The American Horror Story: Roanoke Finale Was An Insane But Entertaining Onslaught

The American Horror Story: Roanoke Finale Was An Insane But Entertaining Onslaught

American Horror Story, never one for being subtle, just wrapped its most ludicrous season yet. As a whole, Roanoke was ultimately more interested in whipping out format changes (while, at the same time, feeling oddly repetitive) than developing many themes beyond “We’re gonna dieeee!” and “The media are vultures!” But as with any gruesome trainwreck, it was hard to turn away.

Lana Winters was one of three Sarah Paulson characters this season… two if you count Audrey and TV Shelby as one.

The American Horror Story: Roanoke Finale Was An Insane But Entertaining Onslaught

Though the finale tied up a decent number of loose ends, it left a few big ones dangling. (“How can so many blood moons happen within such a short time period?” immediately springs to mind.) The episode was mainly concerned with trying to jam Roanoke‘s ongoing format changes together into a single, hour-long jigsaw puzzle. The best parts were Crack’d, a cheesy true-crime show complete with “actual trial footage” and reenactments that showed us how Lee beat multiple murder raps, and Lee’s absurd interview with veteran journalist and American Horror Story: Asylum character Lana Winters. It was a fast-paced but clunky way to bring the show — which sometimes seemed more interested in misdirecting its viewers with hype and twists than actually crafting a compelling story — to its conclusion.

It also highlighted one of the season’s biggest problems, which was that any time the action left the Roanoke house, it became a lot less interesting, which is why Roanoke had to keep inventing reasons for people to go back there. First, it was for the re-enactments on My Roanoke Nightmare. Then, the Big Brother-style reunion for Return to Roanoke: Three Days in Hell, which bled (literally) into the show’s Blair Witch homage. In the finale, it’s a ghost-hunting show called Spirit Chasers, whose cocky hosts fall victim to the resident spirits so quickly it’s both anticlimactic and a relief.

And about those spirits. Roanoke‘s underlying message eventually drifts into “humans are the worst monsters” territory, a classic horror trope that’s something American Horror Story has explored before. It would have been interesting to spend more time with the “real” Butcher ghost and her minions, but they’re framed at a distance or through the lens of a shaky-cam every time they appear. That was the one story I was hoping we’d explore beyond the Kathy Bates-anchored re-enactments — and it’s not like American Horror Story hasn’t had fascinating undead characters in the past — but it never happened. Instead, there was plenty of time for weed-farming inbred redneck cannibals, whose clichéd schtick wore thin very quickly.

The Roanoke finale’s last act led to the only scene in the entire season of Roanoke that isn’t winking at the audience or filled with horrific gore — and, notably, is filmed like a conventional TV show. At last, Lee gets to face her preteen daughter, Flora, a character we know almost nothing about, aside from the fictional version we saw on My Roanoke Nightmare. (Even then, she spends most of the show MIA, hanging out in the spirit world.) We get that she’s angry and resentful, though. Lee murdered her father, and she’s not in the mood to make amends.

At this point, Roanoke busts out the twist it’s been saving for the very end, and it’s not nearly shocking enough to cap a series that’s been all about making people shriek “What the hell?” at their TVs. Lee volunteers to stay behind and commit suicide-by-ghost so that Flora can be free, because that’s what passes for logic here, and Flora agrees. Practically everyone else who came into contact with Lee, including her brother and sister-in-law, whose impulsive purchase of the house is what set the whole reality-show terror train in motion, is dead. Even the house, which goes up in flames as Flora emerges, is toast.

In the nutballs context of this show, it makes total sense — and to be honest, I sort of appreciated how incredibly conventional it was. Ending Roanoke on such a corny, sincere note was maybe the most subversive thing the show did all season.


Search the entries below for the word "plan", then copy each line in which it is found.

[Source records]
___
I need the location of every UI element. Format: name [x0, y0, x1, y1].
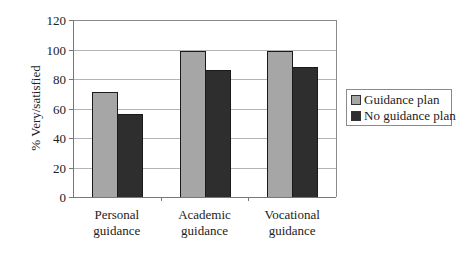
- legend-item-no-guidance-plan: No guidance plan: [351, 108, 447, 124]
- y-tick-labels: 020406080100120: [47, 13, 67, 205]
- legend-item-guidance-plan: Guidance plan: [351, 92, 447, 108]
- bar: [268, 52, 293, 198]
- x-category-label: Personal: [94, 207, 139, 222]
- legend-label: Guidance plan: [364, 92, 439, 108]
- bar: [206, 71, 231, 198]
- y-tick-label: 0: [60, 190, 67, 205]
- legend: Guidance plan No guidance plan: [346, 89, 452, 126]
- bars: [93, 52, 318, 198]
- bar: [293, 68, 318, 198]
- x-category-labels: PersonalguidanceAcademicguidanceVocation…: [93, 207, 320, 238]
- bar: [181, 52, 206, 198]
- y-tick-label: 40: [53, 131, 66, 146]
- bar: [93, 93, 118, 198]
- y-tick-label: 20: [53, 161, 66, 176]
- legend-label: No guidance plan: [364, 108, 456, 124]
- y-tick-label: 100: [47, 43, 67, 58]
- legend-swatch-no-guidance-plan: [351, 111, 361, 121]
- y-tick-label: 120: [47, 13, 67, 28]
- y-tick-label: 80: [53, 72, 66, 87]
- bar: [118, 115, 143, 198]
- y-tick-label: 60: [53, 102, 66, 117]
- y-axis-label: % Very/satisfied: [28, 65, 43, 151]
- x-category-label: guidance: [181, 223, 228, 238]
- legend-swatch-guidance-plan: [351, 95, 361, 105]
- x-category-label: Academic: [178, 207, 231, 222]
- x-category-label: guidance: [93, 223, 140, 238]
- x-category-label: Vocational: [264, 207, 320, 222]
- x-category-label: guidance: [269, 223, 316, 238]
- bar-chart: 020406080100120 PersonalguidanceAcademic…: [0, 0, 474, 254]
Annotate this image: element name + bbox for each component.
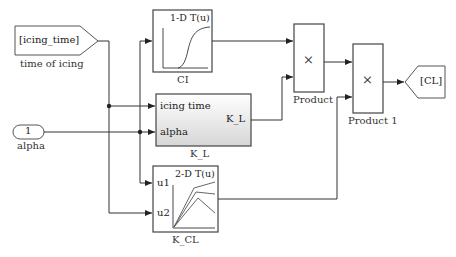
inport-number: 1 (25, 125, 31, 136)
k-cl-block-label: K_CL (172, 234, 199, 245)
k-l-block-label: K_L (190, 148, 209, 159)
k-l-output-port: K_L (226, 113, 245, 124)
inport-label: alpha (17, 140, 45, 151)
from-block-text: [icing_time] (19, 34, 79, 45)
goto-block-text: [CL] (420, 75, 442, 86)
junction-dot (138, 130, 142, 134)
product-block-label: Product (293, 94, 333, 105)
k-cl-input-u2: u2 (157, 207, 170, 218)
k-l-input-alpha: alpha (160, 126, 188, 137)
product1-multiply-icon: × (362, 72, 373, 87)
k-cl-input-u1: u1 (157, 177, 170, 188)
product-multiply-icon: × (303, 52, 314, 67)
junction-dot (107, 104, 111, 108)
k-cl-block-title: 2-D T(u) (175, 168, 215, 179)
product1-block-label: Product 1 (348, 115, 398, 126)
ci-block-title: 1-D T(u) (170, 12, 210, 23)
k-l-input-icing-time: icing time (160, 100, 211, 111)
from-block-label: time of icing (20, 58, 84, 69)
ci-block-label: CI (177, 74, 189, 85)
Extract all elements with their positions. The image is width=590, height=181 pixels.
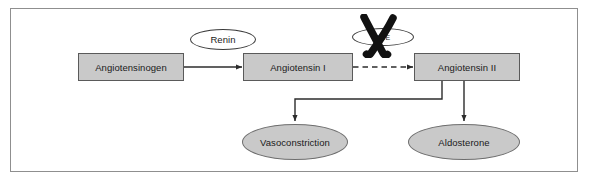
diagram-canvas: Angiotensinogen Angiotensin I Angiotensi…	[0, 0, 590, 181]
node-renin-label: Renin	[210, 34, 235, 45]
node-vasoconstriction-label: Vasoconstriction	[260, 137, 330, 148]
node-angiotensinogen[interactable]: Angiotensinogen	[78, 53, 184, 81]
node-angiotensin-i[interactable]: Angiotensin I	[243, 53, 353, 81]
node-aldosterone[interactable]: Aldosterone	[408, 124, 520, 160]
edge-angiotensin-ii-to-vasoconstriction	[295, 81, 442, 121]
node-aldosterone-label: Aldosterone	[438, 137, 489, 148]
node-renin[interactable]: Renin	[190, 29, 256, 50]
node-angiotensinogen-label: Angiotensinogen	[95, 62, 167, 73]
node-angiotensin-ii[interactable]: Angiotensin II	[414, 53, 520, 81]
blockade-x-icon	[355, 14, 411, 58]
node-vasoconstriction[interactable]: Vasoconstriction	[242, 124, 348, 160]
node-angiotensin-i-label: Angiotensin I	[270, 62, 326, 73]
node-angiotensin-ii-label: Angiotensin II	[438, 62, 496, 73]
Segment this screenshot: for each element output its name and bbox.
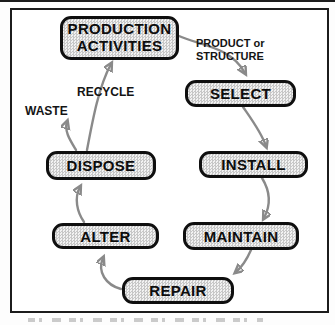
- scan-artifact-top-line: [0, 0, 335, 2]
- node-dispose: DISPOSE: [46, 151, 156, 180]
- node-install: INSTALL: [199, 151, 308, 178]
- node-select: SELECT: [185, 80, 296, 107]
- node-alter: ALTER: [52, 223, 159, 249]
- node-production-activities: PRODUCTION ACTIVITIES: [60, 16, 179, 60]
- node-repair: REPAIR: [122, 277, 234, 304]
- node-maintain: MAINTAIN: [183, 222, 299, 250]
- label-waste: WASTE: [25, 105, 68, 119]
- figure-life-cycle-diagram: PRODUCTION ACTIVITIES SELECT INSTALL MAI…: [0, 0, 335, 325]
- label-recycle: RECYCLE: [77, 86, 134, 100]
- label-product-or-structure: PRODUCT or STRUCTURE: [196, 37, 264, 62]
- cropped-caption-fragment: [28, 318, 263, 322]
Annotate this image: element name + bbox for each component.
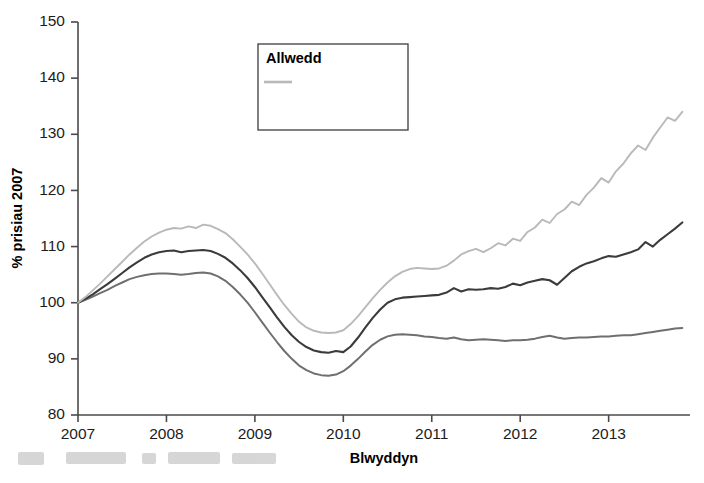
series-line-1: [78, 112, 682, 333]
y-tick-label: 130: [39, 124, 65, 141]
caption-remnant: [18, 448, 318, 470]
y-axis-ticks: 8090100110120130140150: [39, 12, 78, 422]
y-tick-label: 140: [39, 68, 65, 85]
series-line-2: [78, 222, 682, 352]
x-axis-ticks: 2007200820092010201120122013: [61, 415, 626, 442]
y-tick-label: 80: [48, 405, 66, 422]
x-tick-label: 2009: [238, 425, 272, 442]
y-tick-label: 110: [40, 237, 65, 254]
y-tick-label: 90: [48, 349, 66, 366]
series-lines: [78, 112, 682, 376]
x-tick-label: 2008: [149, 425, 183, 442]
x-tick-label: 2010: [326, 425, 361, 442]
x-tick-label: 2012: [503, 425, 537, 442]
chart-figure: 8090100110120130140150 20072008200920102…: [0, 0, 704, 483]
chart-legend: Allwedd: [258, 44, 408, 130]
x-tick-label: 2013: [591, 425, 625, 442]
x-tick-label: 2011: [415, 425, 448, 442]
x-axis-title: Blwyddyn: [350, 450, 418, 466]
y-axis-title: % prisiau 2007: [9, 168, 25, 269]
x-tick-label: 2007: [61, 425, 95, 442]
line-chart: 8090100110120130140150 20072008200920102…: [0, 0, 704, 483]
y-tick-label: 100: [39, 293, 65, 310]
y-tick-label: 150: [39, 12, 65, 29]
series-line-3: [78, 272, 682, 375]
legend-title: Allwedd: [266, 50, 322, 66]
y-tick-label: 120: [39, 181, 65, 198]
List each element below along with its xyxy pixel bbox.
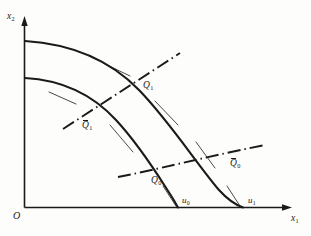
curve-label-u1: u1: [248, 196, 256, 207]
tangent-at-q1: [103, 63, 130, 76]
tangent-at-q1bar: [49, 92, 76, 104]
diagram-canvas: [0, 0, 311, 236]
point-label-q0-bar: Q0: [230, 159, 240, 169]
curve-u0: [25, 78, 178, 208]
origin-label: O: [13, 211, 20, 221]
x-axis-label: x1: [291, 214, 299, 224]
point-label-q1-bar: Q1: [82, 121, 92, 131]
transformation-curve-diagram: x2 x1 O Q1 Q1 Q0 Q0 u0 u1: [0, 0, 311, 236]
point-label-q1: Q1: [143, 81, 153, 91]
point-label-q0: Q0: [151, 176, 161, 186]
tangent-at-q0-2: [163, 186, 176, 206]
curve-u1: [25, 41, 243, 208]
y-axis-label: x2: [7, 12, 15, 22]
y-axis-arrowhead: [21, 16, 27, 26]
tangent-at-q0: [110, 125, 133, 152]
curve-label-u0: u0: [182, 196, 190, 207]
x-axis-arrowhead: [282, 204, 292, 211]
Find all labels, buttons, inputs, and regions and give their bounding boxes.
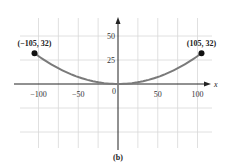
x-axis-arrow-icon xyxy=(204,82,211,87)
y-axis-arrow-icon xyxy=(116,17,121,24)
chart-caption: (b) xyxy=(113,153,123,162)
x-axis-label: x xyxy=(213,80,218,89)
points: (−105, 32)(105, 32) xyxy=(18,39,217,56)
data-point xyxy=(32,50,38,56)
data-point xyxy=(198,50,204,56)
x-tick-label: −50 xyxy=(72,90,85,99)
y-tick-label: 25 xyxy=(107,56,115,65)
x-tick-label: 0 xyxy=(112,87,116,96)
x-tick-label: 100 xyxy=(192,90,204,99)
x-tick-label: −100 xyxy=(30,90,47,99)
data-point-label: (−105, 32) xyxy=(18,39,52,48)
data-point-label: (105, 32) xyxy=(187,39,217,48)
x-tick-label: 50 xyxy=(154,90,162,99)
chart: x −100−500501002550 (−105, 32)(105, 32) … xyxy=(0,0,230,165)
y-tick-label: 50 xyxy=(107,32,115,41)
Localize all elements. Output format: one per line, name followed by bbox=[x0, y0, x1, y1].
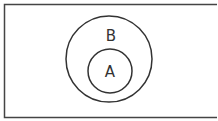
universal-set-rectangle bbox=[5, 5, 218, 118]
venn-diagram: B A bbox=[0, 0, 217, 121]
set-b-label: B bbox=[106, 27, 116, 45]
set-a-label: A bbox=[105, 63, 116, 81]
___
Response below ::
- legend-item-no-guidance-plan: No guidance plan: [351, 108, 447, 124]
- legend-item-guidance-plan: Guidance plan: [351, 92, 447, 108]
- legend-label: Guidance plan: [364, 92, 439, 108]
- legend: Guidance plan No guidance plan: [346, 89, 452, 126]
- legend-label: No guidance plan: [364, 108, 456, 124]
- legend-swatch-no-guidance-plan: [351, 111, 361, 121]
- legend-swatch-guidance-plan: [351, 95, 361, 105]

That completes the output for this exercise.